Hairston brings top-shelf imagination and camp playfulness to the page in this book. Dialogue almost always slides between descriptions of the characters’ actions, not just “they said” constructions. As well, environmental descriptions often set the mood and hint at interiority. Combined, the dialogue and setting suggest that there’s always more to the characters and world than Hairston has laid out, grounding the narrative amid the occasional flare of neighborhood-annihilating violence or weather-changing hoodoo conjuring. Bad things happen in this book—it starts with a lynching, and the protagonists suffer alcoholism and rape—but the tone bounces back to hopeful continuously, as Hairston guides the reader through all the aspiration and warmth spilling from her leads.
As a reader who enjoys well-paced and varied prose, though, I found Redwood and Wildfire occasionally less engaging. The book makes its reader feel every year of the multi-decade story as the protagonists wander through Georgia, Chicago, and the long trek between. Admittedly, the addiction, trauma, and discrimination that mark this journey are all byzantine processes, but I felt the path even more inclement due to a noticeable age gap in the romance—Aidan remembers meeting newborn Redwood as a seven-year-old—and repetitive diction. Hairston categorically chooses “dribble” over any synonym, for example, and narration often emphasizes characters’ “tiddies.” Again, some of the linguistic choices reflect the language of the period, but having read Hairston’s sequels Will Do Magic for Small Change and Archangels of Funk, I can attest that plots dribbling through loss are a recurring theme.

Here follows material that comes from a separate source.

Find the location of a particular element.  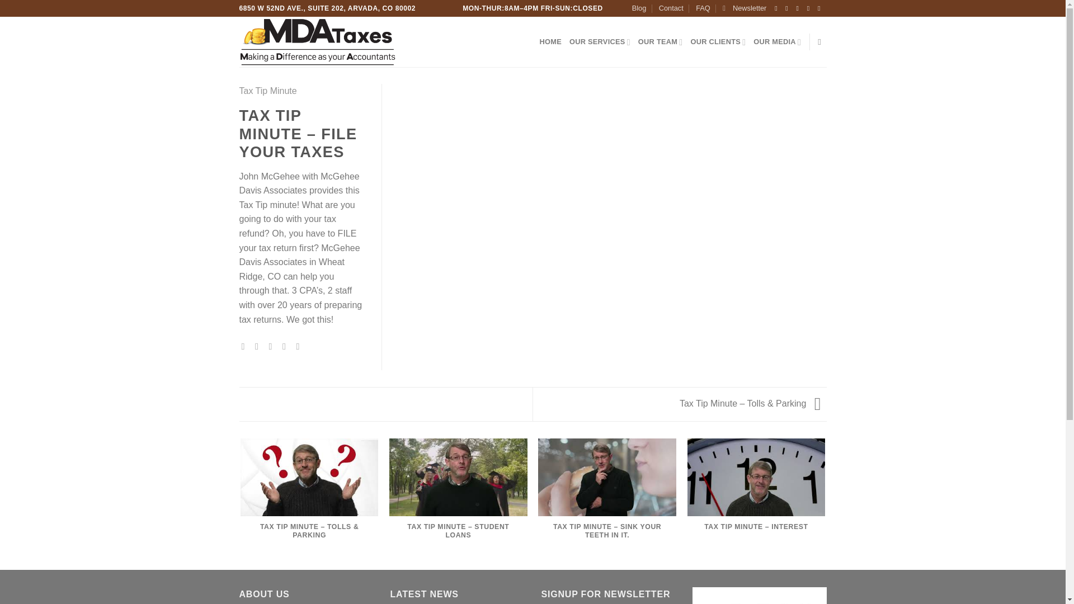

OUR SERVICES is located at coordinates (600, 42).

Yet I continued with Hairston because of that wide-ranging character work in Redwood and Wildfire. The quicksands of sadness and lush ground cover of joy both mirror Hairston’s historical setting and modern life, and as Redwood puts it, “Everything you got in you to say, you can’t always say it right. Proper ain’t the only talk there is” (209). If Hairston’s writing isn’t always perfectly harmonic or “proper,” it’s no less for breaking from convention and showing there’s plenty more room for dreams and acceptance in our lives. If you love shoutouts to 1900s Black vaudeville and cinema, characters that represent the diverse gamut of gender and ethnicity in their time period, and love changing the world, you’ll love this book.